Back in March, I wrote a post about the Dyscalculia Forum and their rude response to me when I asked too many questions.
When I wrote the post, I was angry at being met with such hostility and frustrated that they’d wasted an opportunity to increase understanding, so my tone was scathing. This was a few days before I enabled comments on my blog, and I wasn’t expecting any response to the post. I just wanted to share my experience and explain why refusing to communicate undermines the point of an awareness-raising exercise.
I was absolutely delighted when several people with dyscalculia got in touch with me to explain more about this learning disability. Alexa Raisbeck emailed me to explain that the reason questions are hard to answer is that there are still no clear answers on what dyscalculia really is. She explained:
The current view is that damage to the interparatial sulcus in the brain causes dyscalculia - this means that numbers have no meaning, there is no feeling for the 'threeness' of three if you like. The same applies for time and distance; gauging these things is incredibly difficult with someone with dyscalculia - this can manifest as something quite simple such as having difficulty crossing the road as you are unable to gauge the traffic or being consistently late or early for appointments as you cannot gauge how long your journey takes.
Alexa thanks the Dyscalculia Forum for helping her realise that her problems had a name, in a world where hardly anybody had heard of dyscalculia.
The doubt and unacceptance of my problems during this time were something I had to face, along with the sniggering of cashiers when I was unable to calculate the correct change to give them in a shop. My inability to balance my bank accounts also had got me into bad debt and still the world told me I did not have a problem.
If I had not found the forum I am not sure that I would be currently undertaking research with UCL on the subject, helping distribute tests for another high profile academic to help with the standardization of an adult diagnostic method, helping people who come to the forum help on how to obtain an assessment, lobbying my MP, putting on an art exhibition in London to raise the profile of neurodiversity, going to trade union events to help raise the profile amongst employers and amongst other things.
I’ve briefly blogged about the art exhibition, which takes place next week.
Another person living with dyscalculia contacted me to say she loved my blog post but wanted to defend the Dyscalculia Forum. Kathryn Hopson from Australia reminded me that the people on the forum are doing their outreach work in their spare time, on a voluntary basis, while trying to deal with everything else that life throws at them.
Kathryn is a gifted musician who walked away from a promising career as an opera singer because she couldn’t read music. She was unofficially tested for dyscalculia by a professor at Queensland University and believes she is “the first and only mature-aged lady to ever be tested in Australia”. The same professor helped her publish her book about living with dyscalculia: How to yodel standing on your head in a toilet: It's as easy as living in a world without numbers.
Kathryn is now a teaching assistant and wrote the book in the hope that it would help some teachers to identify dyscalculic pupils. One mother who read it wrote to her saying that the book has improved her relationship with her dyscalculic daughter.
In her spare time, Kathryn frequents the Dyscalculia Forum, introducing herself to new people and offering support.
I was touched that two people with dyscalculia had taken the trouble to email me and share their stories, especially since my original blog post was so harshly worded. They prompted me to start hosting comments on my blog, and the first comment I got was from a third dyscalculic person, again a member of the forum who wanted to give me more information about dyscalculia.
My scathing words were about the Dyscalculia Forum as an organisation and its aggressive, counterproductive behaviour on Twitter. But the people who contacted me have reminded me that sometimes our view of an organisation is partial, based on an individual’s choices rather than on organisational choices. (My post about customer service makes the point that it’s usually the other way round, but that’s by the by.)
The Dyscalculia Forum is more than the people who were rude to me on one day back in March. It’s also made up of amazing people like Alexa, Kathryn and Addy, who are trying to support other people with dyscalculia while living with the condition themselves. I want to thank them for getting in touch with me, for being friendly and helpful and keen to explain. It would have been easy to respond to my criticism with aggression, but all three of them chose not to. Thank you.
Edited shortly after posting to add this note: Alexa has been in touch asking me to make it clear that her involvement in research at UCL is as a research subject. She is not conducting the research herself.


An exact copy of every entry is required, minus the pictures.

**Given entries**
##############################
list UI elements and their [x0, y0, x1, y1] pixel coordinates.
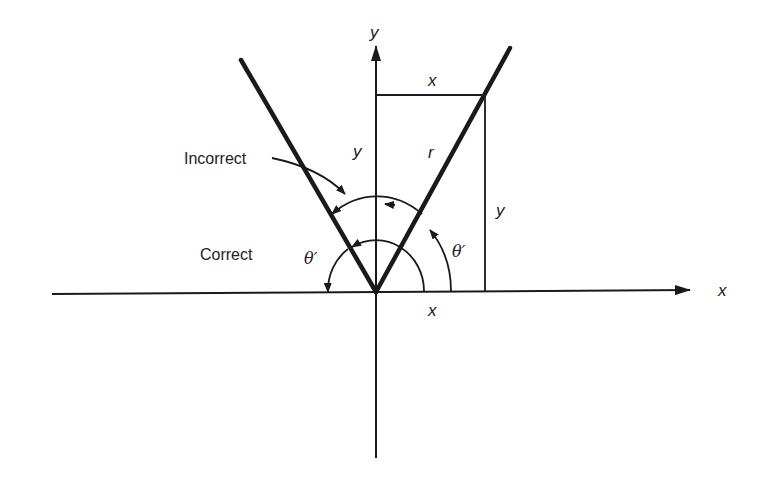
incorrect-arc-mid-arrow [385, 204, 395, 205]
r-label: r [428, 143, 435, 162]
x-axis-label: x [717, 281, 727, 300]
reference-angle-diagram: Incorrect Correct θ′ θ′ r x x y y y x [0, 0, 767, 490]
theta-arc-right [430, 230, 451, 292]
incorrect-label: Incorrect [184, 150, 247, 167]
rect-top-x-label: x [427, 71, 437, 90]
rect-left-y-label: y [352, 142, 363, 161]
theta-left-label: θ′ [304, 249, 318, 268]
rect-right-y-label: y [495, 201, 506, 220]
theta-right-label: θ′ [452, 242, 466, 261]
theta-arc-left [328, 249, 348, 292]
rect-bottom-x-label: x [427, 301, 437, 320]
correct-label: Correct [200, 246, 253, 263]
y-axis-label: y [369, 23, 380, 42]
terminal-ray-right [376, 48, 510, 292]
x-axis [52, 290, 690, 294]
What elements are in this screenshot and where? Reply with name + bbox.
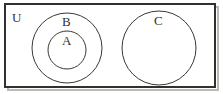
set-c-label: C bbox=[154, 14, 163, 27]
set-a-label: A bbox=[62, 34, 72, 47]
set-b-label: B bbox=[62, 15, 71, 28]
universe-rectangle bbox=[5, 4, 215, 87]
universe-label: U bbox=[12, 11, 22, 24]
venn-diagram-figure: U B A C bbox=[0, 0, 223, 94]
venn-diagram-canvas bbox=[0, 0, 223, 94]
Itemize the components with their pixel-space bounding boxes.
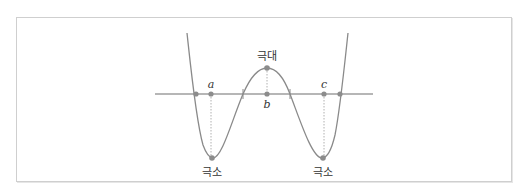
root-point-1: [193, 91, 198, 96]
local-minimum-left-point: [209, 155, 215, 161]
label-maximum: 극대: [257, 50, 277, 63]
label-minimum-right: 극소: [313, 166, 333, 179]
local-minimum-right-point: [320, 155, 326, 161]
label-b: b: [263, 98, 270, 111]
point-b-axis: [264, 91, 269, 96]
local-maximum-point: [264, 65, 270, 71]
function-graph: 극대 a b c 극소 극소: [0, 0, 528, 194]
root-point-4: [337, 91, 342, 96]
point-c-axis: [321, 91, 326, 96]
label-minimum-left: 극소: [202, 166, 222, 179]
label-a: a: [208, 78, 215, 91]
point-a-axis: [208, 91, 213, 96]
label-c: c: [321, 78, 327, 91]
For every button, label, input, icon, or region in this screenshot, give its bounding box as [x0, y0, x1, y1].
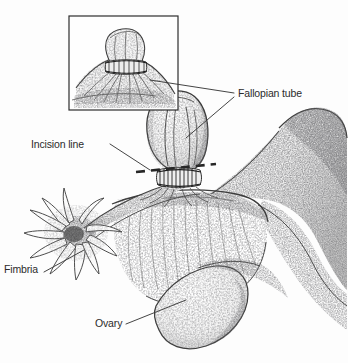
magnified-ligature-inset [69, 16, 178, 110]
fimbria-structure [24, 188, 122, 280]
leader-incision [110, 144, 150, 170]
medical-illustration-figure: Fallopian tube Incision line Fimbria Ova… [0, 0, 348, 363]
label-incision-line: Incision line [31, 139, 84, 150]
anatomy-group [24, 16, 347, 349]
illustration-artwork [0, 0, 348, 363]
label-ovary: Ovary [95, 318, 122, 329]
label-fallopian-tube: Fallopian tube [238, 88, 302, 99]
label-fimbria: Fimbria [4, 264, 38, 275]
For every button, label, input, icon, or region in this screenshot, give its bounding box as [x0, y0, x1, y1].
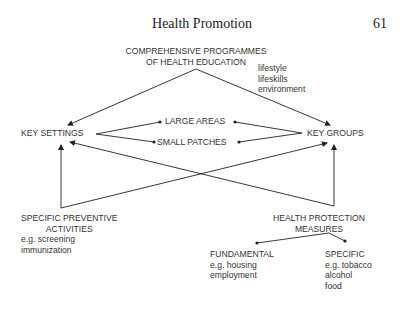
node-specific: SPECIFIC e.g. tobacco alcohol food [325, 249, 372, 291]
node-large-areas: LARGE AREAS [165, 116, 225, 127]
node-fundamental: FUNDAMENTAL e.g. housing employment [210, 249, 274, 281]
node-health-education-notes: lifestyle lifeskills environment [258, 63, 305, 95]
node-specific-preventive-activities: SPECIFIC PREVENTIVE ACTIVITIES e.g. scre… [21, 213, 117, 255]
node-health-protection-measures: HEALTH PROTECTION MEASURES [266, 213, 372, 234]
node-key-groups: KEY GROUPS [307, 128, 364, 139]
node-small-patches: SMALL PATCHES [157, 137, 227, 148]
node-key-settings: KEY SETTINGS [21, 128, 83, 139]
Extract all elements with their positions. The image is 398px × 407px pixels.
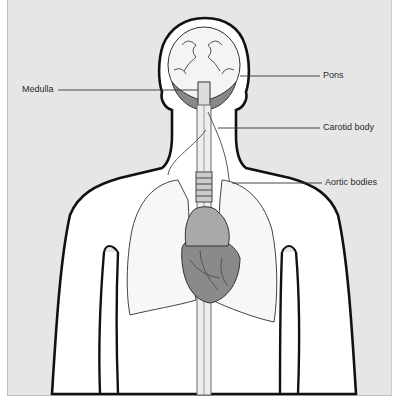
label-pons: Pons [323, 70, 344, 80]
label-carotid-body: Carotid body [323, 122, 374, 132]
left-arm-inner [117, 252, 119, 394]
trachea [196, 172, 212, 202]
label-aortic-bodies: Aortic bodies [325, 177, 377, 187]
body-illustration [0, 0, 398, 407]
label-medulla: Medulla [22, 84, 54, 94]
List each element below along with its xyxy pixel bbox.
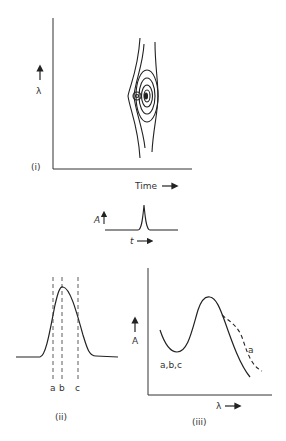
inset-peak-curve — [105, 205, 178, 230]
panel-i-y-label: λ — [36, 86, 42, 96]
panel-i-label: (i) — [31, 162, 41, 172]
marker-a: a — [50, 383, 56, 393]
diagram-canvas: λ (i) Time A t — [0, 0, 286, 441]
peak-curve — [16, 287, 118, 357]
curve-label-abc: a,b,c — [160, 360, 182, 370]
contour-lines — [128, 38, 158, 158]
marker-b: b — [59, 383, 65, 393]
panel-iii-x-label: λ — [216, 401, 222, 411]
panel-iii: A λ a,b,c a (iii) — [132, 268, 272, 427]
marker-c: c — [75, 383, 80, 393]
panel-ii-label: (ii) — [55, 412, 67, 422]
panel-iii-y-label: A — [132, 336, 139, 346]
panel-iii-label: (iii) — [192, 417, 207, 427]
panel-inset: A t — [93, 205, 178, 246]
inset-x-label: t — [130, 236, 134, 246]
panel-i: λ (i) Time — [31, 18, 192, 191]
inset-y-label: A — [93, 215, 100, 225]
curve-label-a: a — [248, 345, 254, 355]
panel-i-x-label: Time — [134, 181, 157, 191]
time-markers — [53, 277, 78, 380]
panel-ii: a b c (ii) — [16, 277, 118, 422]
spectrum-a-dashed — [222, 315, 262, 371]
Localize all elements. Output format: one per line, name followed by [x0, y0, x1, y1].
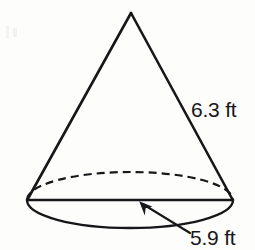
scan-artifact	[13, 28, 17, 37]
base-front-arc	[27, 200, 233, 228]
base-hidden-arc	[27, 172, 233, 200]
cone-drawing	[0, 0, 255, 250]
scan-artifact	[6, 26, 9, 38]
diameter-leader-line	[144, 205, 191, 234]
slant-height-label: 6.3 ft	[191, 99, 237, 120]
base-diameter-label: 5.9 ft	[190, 227, 236, 248]
cone-diagram: 6.3 ft 5.9 ft	[0, 0, 255, 250]
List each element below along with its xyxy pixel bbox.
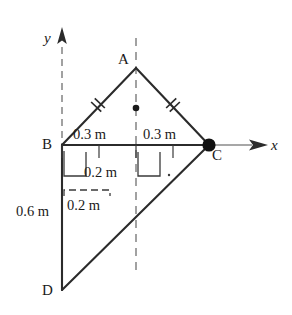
y-axis-label: y — [44, 31, 51, 46]
x-axis-label: x — [271, 138, 278, 153]
dim-bracket-0p2-upper-right — [138, 152, 160, 176]
dimension-label-0p2-lower: 0.2 m — [67, 198, 100, 213]
dimension-label-0p3-left: 0.3 m — [73, 127, 106, 142]
equal-tick-BA-icon — [91, 98, 105, 111]
geometry-figure: A B C D y x 0.3 m 0.3 m 0.2 m 0.2 m 0.6 … — [0, 0, 292, 315]
vertex-label-D: D — [42, 283, 53, 298]
dimension-label-0p2-upper: 0.2 m — [84, 165, 117, 180]
centroid-marker-dot — [133, 105, 140, 112]
dim-bracket-0p2-upper-left — [64, 151, 86, 176]
figure-canvas — [0, 0, 292, 315]
dim-reference-dot — [168, 174, 170, 176]
equal-tick-AC-icon — [166, 98, 180, 111]
dim-bracket-0p2-lower — [64, 190, 110, 196]
vertex-label-C: C — [212, 148, 222, 163]
vertex-label-B: B — [42, 137, 52, 152]
dimension-label-0p3-right: 0.3 m — [143, 127, 176, 142]
vertex-label-A: A — [118, 52, 129, 67]
dimension-label-0p6: 0.6 m — [16, 204, 49, 219]
y-axis-arrowhead — [57, 27, 67, 44]
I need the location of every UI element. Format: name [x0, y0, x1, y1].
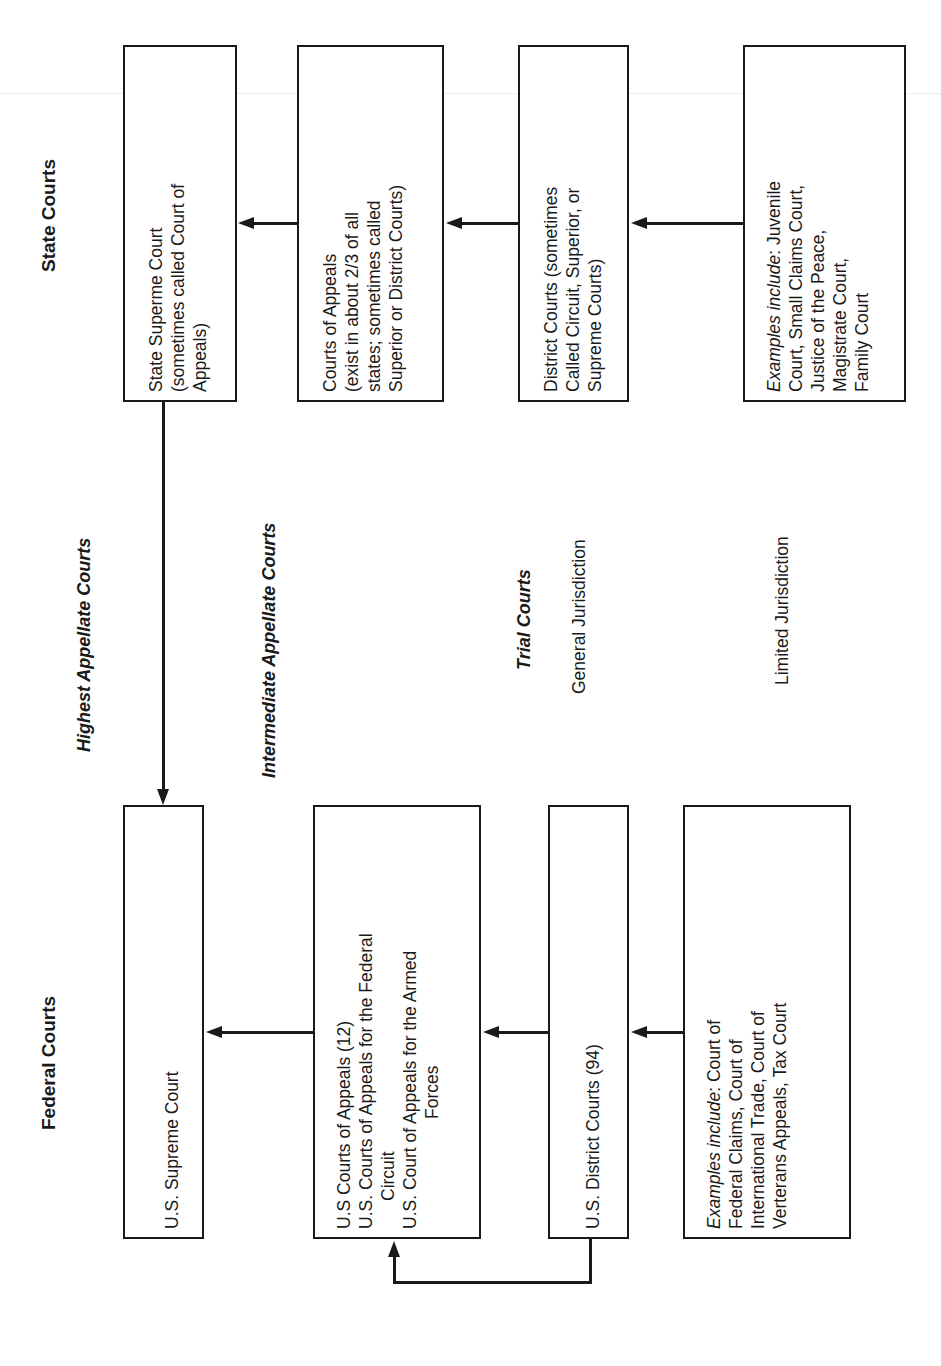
##############################
**Answer to the exercise**
list UI elements and their [x0, y0, x1, y1] pixel coordinates.
incorrect-arc-mid-arrow [385, 204, 395, 205]
r-label: r [428, 143, 435, 162]
x-axis-label: x [717, 281, 727, 300]
reference-angle-diagram: Incorrect Correct θ′ θ′ r x x y y y x [0, 0, 767, 490]
theta-arc-right [430, 230, 451, 292]
incorrect-label: Incorrect [184, 150, 247, 167]
rect-top-x-label: x [427, 71, 437, 90]
rect-left-y-label: y [352, 142, 363, 161]
theta-left-label: θ′ [304, 249, 318, 268]
rect-right-y-label: y [495, 201, 506, 220]
theta-right-label: θ′ [452, 242, 466, 261]
theta-arc-left [328, 249, 348, 292]
rect-bottom-x-label: x [427, 301, 437, 320]
correct-label: Correct [200, 246, 253, 263]
y-axis-label: y [369, 23, 380, 42]
terminal-ray-right [376, 48, 510, 292]
x-axis [52, 290, 690, 294]
What elements are in this screenshot and where? Reply with name + bbox.
set-c-label: C bbox=[154, 14, 163, 27]
set-a-label: A bbox=[62, 34, 72, 47]
set-b-label: B bbox=[62, 15, 71, 28]
universe-rectangle bbox=[5, 4, 215, 87]
universe-label: U bbox=[12, 11, 22, 24]
venn-diagram-figure: U B A C bbox=[0, 0, 223, 94]
venn-diagram-canvas bbox=[0, 0, 223, 94]
Itemize the components with their pixel-space bounding boxes.
root-point-1: [193, 91, 198, 96]
local-minimum-left-point: [209, 155, 215, 161]
label-maximum: 극대: [257, 50, 277, 63]
label-minimum-right: 극소: [313, 166, 333, 179]
local-minimum-right-point: [320, 155, 326, 161]
label-b: b: [263, 98, 270, 111]
point-b-axis: [264, 91, 269, 96]
local-maximum-point: [264, 65, 270, 71]
function-graph: 극대 a b c 극소 극소: [0, 0, 528, 194]
root-point-4: [337, 91, 342, 96]
point-c-axis: [321, 91, 326, 96]
label-minimum-left: 극소: [202, 166, 222, 179]
label-a: a: [208, 78, 215, 91]
point-a-axis: [208, 91, 213, 96]
label-c: c: [321, 78, 327, 91]
For every button, label, input, icon, or region in this screenshot, give its bounding box as [x0, y0, x1, y1].
magnified-ligature-inset [69, 16, 178, 110]
fimbria-structure [24, 188, 122, 280]
leader-incision [110, 144, 150, 170]
medical-illustration-figure: Fallopian tube Incision line Fimbria Ova… [0, 0, 348, 363]
label-incision-line: Incision line [31, 139, 84, 150]
anatomy-group [24, 16, 347, 349]
illustration-artwork [0, 0, 348, 363]
label-ovary: Ovary [95, 318, 122, 329]
label-fallopian-tube: Fallopian tube [238, 88, 302, 99]
label-fimbria: Fimbria [4, 264, 38, 275]
For every button, label, input, icon, or region in this screenshot, give its bounding box as [x0, y0, x1, y1].
node-specific: SPECIFIC e.g. tobacco alcohol food [325, 249, 372, 291]
node-large-areas: LARGE AREAS [165, 116, 225, 127]
node-fundamental: FUNDAMENTAL e.g. housing employment [210, 249, 274, 281]
node-health-education-notes: lifestyle lifeskills environment [258, 63, 305, 95]
node-specific-preventive-activities: SPECIFIC PREVENTIVE ACTIVITIES e.g. scre… [21, 213, 117, 255]
node-health-protection-measures: HEALTH PROTECTION MEASURES [266, 213, 372, 234]
node-key-groups: KEY GROUPS [307, 128, 364, 139]
node-small-patches: SMALL PATCHES [157, 137, 227, 148]
node-key-settings: KEY SETTINGS [21, 128, 83, 139]
Extract all elements with their positions. The image is 398px × 407px pixels.
label-pons: Pons [323, 70, 344, 80]
label-carotid-body: Carotid body [323, 122, 374, 132]
left-arm-inner [117, 252, 119, 394]
trachea [196, 172, 212, 202]
label-aortic-bodies: Aortic bodies [325, 177, 377, 187]
body-illustration [0, 0, 398, 407]
label-medulla: Medulla [22, 84, 54, 94]
List each element below along with its xyxy pixel bbox.
inset-peak-curve — [105, 205, 178, 230]
panel-i-y-label: λ — [36, 86, 42, 96]
panel-i-label: (i) — [31, 162, 41, 172]
marker-a: a — [50, 383, 56, 393]
diagram-canvas: λ (i) Time A t — [0, 0, 286, 441]
peak-curve — [16, 287, 118, 357]
curve-label-abc: a,b,c — [160, 360, 182, 370]
contour-lines — [128, 38, 158, 158]
marker-b: b — [59, 383, 65, 393]
panel-iii-x-label: λ — [216, 401, 222, 411]
panel-iii: A λ a,b,c a (iii) — [132, 268, 272, 427]
marker-c: c — [75, 383, 80, 393]
panel-ii-label: (ii) — [55, 412, 67, 422]
panel-iii-y-label: A — [132, 336, 139, 346]
panel-iii-label: (iii) — [192, 417, 207, 427]
panel-inset: A t — [93, 205, 178, 246]
inset-x-label: t — [130, 236, 134, 246]
panel-i: λ (i) Time — [31, 18, 192, 191]
inset-y-label: A — [93, 215, 100, 225]
curve-label-a: a — [248, 345, 254, 355]
panel-i-x-label: Time — [134, 181, 157, 191]
time-markers — [53, 277, 78, 380]
panel-ii: a b c (ii) — [16, 277, 118, 422]
spectrum-a-dashed — [222, 315, 262, 371]
Localize all elements. Output format: one per line, name followed by [x0, y0, x1, y1].
scan-artifact	[13, 28, 17, 37]
base-front-arc	[27, 200, 233, 228]
base-hidden-arc	[27, 172, 233, 200]
cone-drawing	[0, 0, 255, 250]
scan-artifact	[6, 26, 9, 38]
diameter-leader-line	[144, 205, 191, 234]
slant-height-label: 6.3 ft	[191, 99, 237, 120]
base-diameter-label: 5.9 ft	[190, 227, 236, 248]
cone-diagram: 6.3 ft 5.9 ft	[0, 0, 255, 250]
List each element below along with its xyxy pixel bbox.
y-axis-label: y — [44, 31, 51, 46]
x-axis-label: x — [271, 138, 278, 153]
dim-bracket-0p2-upper-right — [138, 152, 160, 176]
dimension-label-0p2-lower: 0.2 m — [67, 198, 100, 213]
dimension-label-0p3-left: 0.3 m — [73, 127, 106, 142]
equal-tick-BA-icon — [91, 98, 105, 111]
geometry-figure: A B C D y x 0.3 m 0.3 m 0.2 m 0.2 m 0.6 … — [0, 0, 292, 315]
vertex-label-D: D — [42, 283, 53, 298]
dimension-label-0p2-upper: 0.2 m — [84, 165, 117, 180]
centroid-marker-dot — [133, 105, 140, 112]
dim-bracket-0p2-upper-left — [64, 151, 86, 176]
figure-canvas — [0, 0, 292, 315]
dim-reference-dot — [168, 174, 170, 176]
equal-tick-AC-icon — [166, 98, 180, 111]
dim-bracket-0p2-lower — [64, 190, 110, 196]
vertex-label-C: C — [212, 148, 222, 163]
vertex-label-B: B — [42, 137, 52, 152]
dimension-label-0p3-right: 0.3 m — [143, 127, 176, 142]
vertex-label-A: A — [118, 52, 129, 67]
dimension-label-0p6: 0.6 m — [16, 204, 49, 219]
y-axis-arrowhead — [57, 27, 67, 44]
I need the location of every UI element. Format: name [x0, y0, x1, y1].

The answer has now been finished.